Subscribe
   close

The Mississippi Court of Appeals, consistent with a recent Mississippi Supreme Court opinion, has held that a statutory health care surrogate can bind a non-party to an arbitration agreement under Mississippi law if that agreement is part of a health care admission contract.

In Covenant Health & Rehabilitation of Picayune, L.P. v. Lumpkin ex rel. Lumpkin, No. 2007-CA-00449-COA, 2008 WL 306008 (Miss. Ct. App. Feb. 5, 2008), patient Lumpkin brought claims of negligence and medical malpractice against Covenant. Upon Lumpkin's admission to Covenant's care facility, she was incapacitated, and daughter McDaniel executed all admissions documents, including an incorporated arbitration agreement. Pursuant to this agreement, Covenant moved to compel arbitration of Lumpkin's claims. The trial court denied the motion, finding the agreement substantively unconscionable.

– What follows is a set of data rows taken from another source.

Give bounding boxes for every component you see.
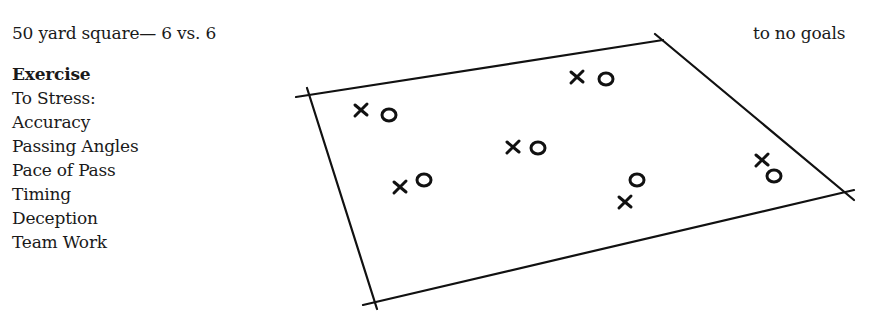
o-player-icon (599, 73, 613, 85)
x-player-icon (571, 71, 583, 83)
x-player-icon (394, 181, 406, 193)
x-player-icon (619, 196, 631, 208)
x-player-icon (756, 154, 768, 166)
o-player-icon (382, 109, 396, 121)
o-player-icon (417, 174, 431, 186)
players-layer (355, 71, 781, 208)
player-pair (507, 141, 545, 154)
o-player-icon (531, 142, 545, 154)
o-player-icon (767, 170, 781, 182)
player-pair (619, 174, 644, 208)
player-pair (355, 104, 396, 121)
player-pair (394, 174, 431, 193)
o-player-icon (630, 174, 644, 186)
player-pair (571, 71, 613, 85)
x-player-icon (355, 104, 367, 116)
field-diagram (0, 0, 873, 319)
player-pair (756, 154, 781, 182)
x-player-icon (507, 141, 519, 153)
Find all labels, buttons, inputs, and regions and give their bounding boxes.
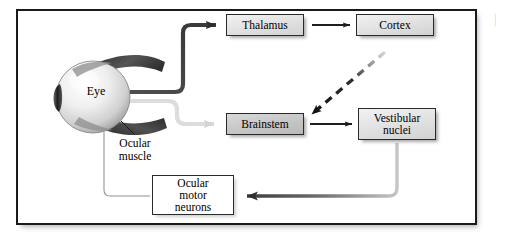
node-brainstem[interactable]: Brainstem — [226, 113, 304, 135]
node-vestibular-nuclei-label: Vestibular nuclei — [372, 112, 423, 136]
node-thalamus-label: Thalamus — [240, 19, 289, 31]
edge-crop-mark: | — [494, 11, 508, 27]
node-thalamus[interactable]: Thalamus — [226, 14, 304, 36]
node-cortex[interactable]: Cortex — [356, 14, 434, 36]
node-ocular-motor-neurons[interactable]: Ocular motor neurons — [152, 175, 234, 215]
ocular-muscle-label: Ocular muscle — [104, 137, 166, 162]
figure-canvas: Thalamus Cortex Brainstem Vestibular nuc… — [0, 0, 510, 244]
node-cortex-label: Cortex — [377, 19, 412, 31]
node-brainstem-label: Brainstem — [239, 118, 290, 130]
node-ocular-motor-neurons-label: Ocular motor neurons — [173, 177, 213, 213]
eye-label: Eye — [74, 85, 118, 98]
node-vestibular-nuclei[interactable]: Vestibular nuclei — [358, 108, 436, 140]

The Court first agreed that McDaniel had the capacity to bind Lumpkin to the arbitration agreement at the time of admission. Lumpkin did not dispute that McDaniel served as her statutory health care surrogate under the Uniform Health-Care Decisions Act, Miss. Code Ann. § 41-41-201, et al., at the time of admission. Consistent with the Mississippi Supreme Court's decision in Covenant Health & Rehabilitation of Picayune, L.P. v. Brown, 949 So.2d 732 (Miss. 2007), the Court held that this statutory authority to bind extended to the entire contract, including the incorporated arbitration agreement.

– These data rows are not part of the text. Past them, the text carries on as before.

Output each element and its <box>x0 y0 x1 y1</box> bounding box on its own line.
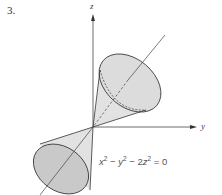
z-axis-label: z <box>90 1 94 11</box>
equation-label: x2 − y2 − 2z2 = 0 <box>99 156 167 167</box>
y-axis-label: y <box>201 121 205 131</box>
y-axis-arrow-icon <box>190 125 197 129</box>
z-axis-arrow-icon <box>91 14 95 21</box>
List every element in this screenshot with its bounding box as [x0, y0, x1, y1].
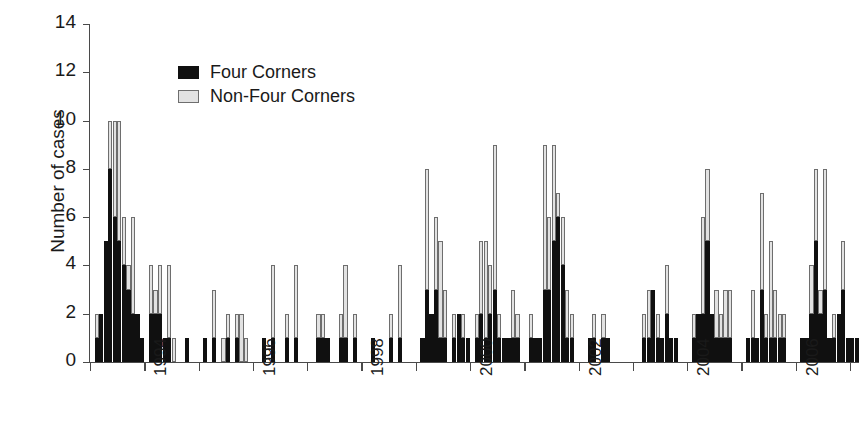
legend-item-non-four-corners: Non-Four Corners [178, 84, 355, 108]
legend-label-non-four-corners: Non-Four Corners [210, 87, 355, 105]
bar-segment-four-corners [353, 338, 357, 362]
x-tick-mark-1994 [144, 363, 145, 371]
bar-segment-non-four-corners [841, 241, 845, 289]
bar [185, 338, 189, 362]
bar-segment-non-four-corners [705, 169, 709, 241]
bar-segment-four-corners [855, 338, 859, 362]
bar-segment-non-four-corners [172, 338, 176, 362]
x-tick-label-1994: 1994 [152, 338, 169, 376]
bar-segment-non-four-corners [760, 193, 764, 290]
bar-segment-non-four-corners [122, 217, 126, 265]
bar-segment-four-corners [226, 338, 230, 362]
bar [140, 338, 144, 362]
bar-segment-four-corners [398, 338, 402, 362]
legend-swatch-four-corners [178, 66, 199, 79]
bar [244, 338, 248, 362]
y-tick-label: 12 [55, 60, 76, 79]
x-tick-label-1996: 1996 [261, 338, 278, 376]
bar-segment-four-corners [570, 338, 574, 362]
bar-segment-non-four-corners [556, 193, 560, 217]
bar [823, 169, 827, 362]
bar [782, 314, 786, 362]
bar-segment-non-four-corners [665, 265, 669, 313]
chart-legend: Four Corners Non-Four Corners [178, 60, 355, 108]
bar-segment-four-corners [389, 338, 393, 362]
legend-swatch-non-four-corners [178, 90, 199, 103]
bar-segment-non-four-corners [814, 169, 818, 241]
x-tick-label-1998: 1998 [369, 338, 386, 376]
x-tick-label-2006: 2006 [804, 338, 821, 376]
bar-segment-non-four-corners [398, 265, 402, 337]
y-tick-label: 10 [55, 109, 76, 128]
bar-segment-non-four-corners [823, 169, 827, 290]
x-tick-mark-2000 [470, 363, 471, 371]
bar-segment-non-four-corners [131, 217, 135, 314]
x-tick-mark-2003 [633, 363, 634, 371]
bar [728, 290, 732, 362]
y-tick-label: 4 [65, 253, 76, 272]
bar [212, 290, 216, 362]
x-tick-label-2000: 2000 [478, 338, 495, 376]
bar-segment-four-corners [203, 338, 207, 362]
bar [172, 338, 176, 362]
bar-segment-non-four-corners [271, 265, 275, 337]
bar [325, 338, 329, 362]
bar-segment-four-corners [443, 338, 447, 362]
bar-segment-four-corners [212, 338, 216, 362]
bar-segment-non-four-corners [570, 314, 574, 338]
legend-item-four-corners: Four Corners [178, 60, 355, 84]
bar [855, 338, 859, 362]
bar [389, 314, 393, 362]
x-tick-mark-2004 [687, 363, 688, 371]
bar-segment-four-corners [294, 338, 298, 362]
bar-segment-non-four-corners [782, 314, 786, 338]
bar [515, 314, 519, 362]
y-tick-label: 8 [65, 157, 76, 176]
x-tick-mark-2002 [579, 363, 580, 371]
bar-segment-non-four-corners [158, 265, 162, 313]
y-tick-label: 14 [55, 12, 76, 31]
x-tick-mark-1993 [90, 363, 91, 371]
bar-segment-non-four-corners [425, 169, 429, 290]
bar-segment-non-four-corners [226, 314, 230, 338]
bar-segment-non-four-corners [244, 338, 248, 362]
x-tick-mark-2007 [850, 363, 851, 371]
bar-segment-non-four-corners [561, 217, 565, 265]
bar-segment-non-four-corners [461, 314, 465, 338]
bar [398, 265, 402, 362]
bar-segment-four-corners [515, 338, 519, 362]
y-tick-label: 0 [65, 350, 76, 369]
bar-segment-non-four-corners [493, 145, 497, 290]
x-tick-label-2004: 2004 [695, 338, 712, 376]
bar-segment-non-four-corners [497, 314, 501, 338]
bar-segment-non-four-corners [321, 314, 325, 338]
bar [285, 314, 289, 362]
bar-segment-four-corners [140, 338, 144, 362]
y-tick-label: 2 [65, 302, 76, 321]
x-tick-mark-1999 [416, 363, 417, 371]
x-tick-mark-2001 [524, 363, 525, 371]
bar [466, 338, 470, 362]
x-tick-label-2002: 2002 [587, 338, 604, 376]
x-tick-mark-2006 [796, 363, 797, 371]
bar-segment-non-four-corners [294, 265, 298, 337]
y-axis: 02468101214 [0, 0, 90, 433]
x-tick-mark-1995 [199, 363, 200, 371]
y-tick-label: 6 [65, 205, 76, 224]
bar-segment-four-corners [674, 338, 678, 362]
chart-figure: Number of cases 02468101214 Four Corners… [0, 0, 859, 433]
bar-segment-four-corners [606, 338, 610, 362]
bar [570, 314, 574, 362]
bar [674, 338, 678, 362]
x-tick-mark-1996 [253, 363, 254, 371]
bar-segment-non-four-corners [285, 314, 289, 338]
bar [226, 314, 230, 362]
bar-segment-non-four-corners [343, 265, 347, 337]
bar-segment-non-four-corners [656, 314, 660, 338]
bar-segment-non-four-corners [601, 314, 605, 338]
bar-segment-non-four-corners [529, 314, 533, 338]
bar [606, 338, 610, 362]
bar-segment-four-corners [466, 338, 470, 362]
bar-segment-four-corners [325, 338, 329, 362]
bar-segment-non-four-corners [443, 290, 447, 338]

Next, the Court held that the arbitration agreement was supported by consideration. It viewed the arbitration agreement as a mutual obligation borne by both parties, and just one part of the consideration exchanged under the admission contract.

After determining that the arbitration agreement's broad language encompassed all disputes between the parties to the admission contract, the Court found the agreement was not fraudulent, nor was it unconscionable to the point of invalidity. No fraud in the inducement existed, said the Court, because there was no evidence of misrepresentations within the contract. The Court did acknowledge that many of the same provisions held substantively unconscionable in Brown, 949 So.2d at 737-41, were present in this arbitration agreement, but, as in Brown, the Court held that these provisions were severable, and did not warrant invalidating the entire agreement.